Roman Alexander Barton studied Cultural Studies, German, English and European Literatures at Humboldt-Universität zu Berlin and King’s College London. From 2013-2016 he worked as a research associate at the SFB 644 “Transformationen der Antike” where he carried out a PhD project on the Making of the Sympathetic Imagination in the British eighteenth century. Currently he investigates the relation of mimesis and enumeration as a postdoc at the ERC-funded project “LISTLIT: Lists in Literature and Culture”. His research interests include Theories of Literary Representation, Affective Poetics and The Ethics of the Novel.

 

Publikationen (Auswahl)

  • The Making of the Sympathetic Imagination: Transformations of Sympathy in British Eighteenth-Century Ethics, Poetics, and Fiction, Berlin/New York: De Gruyter 2019 (forthcoming).
  • “‘A fellow-feeling makes one wond’rous kind’: Spectatorial and Narrative Sympathy in Adam Smith, Lord Kames and Oliver Goldsmith”, in: Sympathy in Transformation: Dynamics between Rhetorics, Poetics and Ethics, eds. Roman Alexander Barton/Alexander Klaudies/Thomas Micklich, Berlin/New York: De Gruyter 2018, 177–194.
  • “Radicalising Sympathy: William Godwin’s Reading of Shaftesbury”, in: Shaping Enlightenment Politics: The Social Impact of the First and Third Earls of Shaftesbury, ed.
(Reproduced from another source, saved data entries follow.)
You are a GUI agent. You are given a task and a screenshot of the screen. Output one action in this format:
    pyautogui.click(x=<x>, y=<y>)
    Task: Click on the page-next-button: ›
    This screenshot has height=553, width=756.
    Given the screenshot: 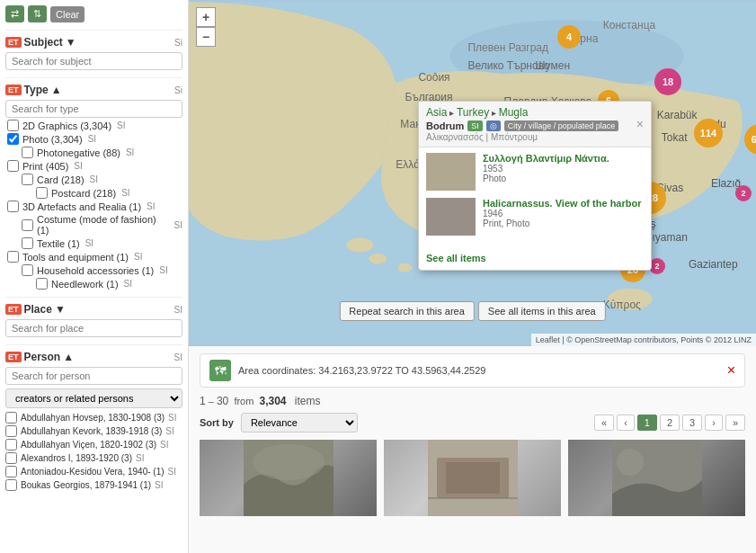 What is the action you would take?
    pyautogui.click(x=714, y=423)
    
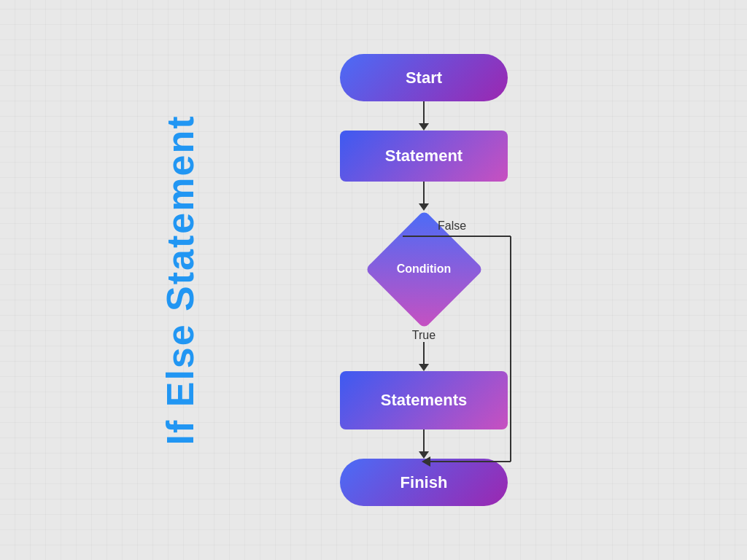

Patrick Müller, Berlin: Peter Lang 2018, 275–290.

 

Projekt

Mimesis and Enumeration: List-Making between Figuralism and Experientiality in Early Modern British Literature

My research project explores how changes in the concept of mimesis in the Early Modern period are negotiated in the literary list. The project builds on the observation that due to its outward form, its being vertically or horizontally dimensioned on the page, the list is always already indicative of two alternate modes of representation. Elaborating on the studies of Erich Auerbach and Hayden White, I investigate the figuralism and experien­tiality of lists from Spencer to Sterne in an attempt to demonstrate that crucial changes in ‘listory’, the history of the literary list, are closely tied to transforming understandings of how to adequately represent ‘reality’ in literature.